Kazakhstan to consider Foreign Borrowing Caps - Kelimbetov

25.03.2010
    Kazakhstan will decide in May or June whether to introduce caps on foreign borrowings as the country seeks to increase oversight over its banking sector, the head of Kazakh state holding and investment company Samruk-Kazyna Kairat Kelimbetov said last week.
    “Under a concept proposed [by the government and regulators] external borrowings will be monitored closely and limited,” Kelimbetov told journalists.
    The regulators will monitor not just the amount of foreign borrowing but also its allocation, Kelimbetov said, to discourage excessive lending in bubble-prone sectors like real estate or finance.
    Kelimbetov also said that the restructuring of BTA Bank’s debt was expected to be completed this summer. Analysts see the debt restructuring of Kazakhstan’s once largest bank as a precondition to resolving the ongoing malaise in the country’s banking sector.

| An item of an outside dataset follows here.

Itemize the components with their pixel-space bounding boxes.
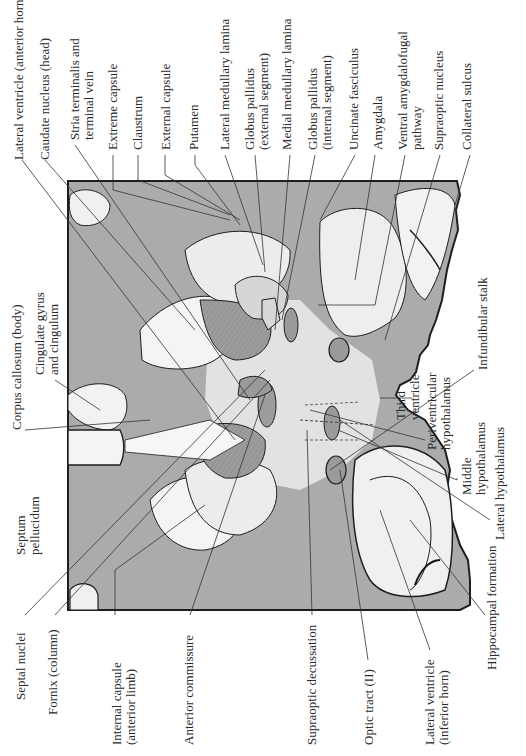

    BTA’s restructuring is also expected to pave the way to its takeover by Russian largest lender, the state-owned Sberbank.
    “The creation of mutual Russo-Kazakh bank will be the most concrete example of integration and cooperation between the two countries,” Kelimbetov said.
    Kelimbetov said he expects Kazakhstan’s banking sector to regain its pre-crisis luster by 2012-13.
    “I expect that real prices for the banking assets in Kazakhstan will return to multiples of two, three, four to book value — the prices we saw before the crisis — in 2012-2013,” he said, according to SRI.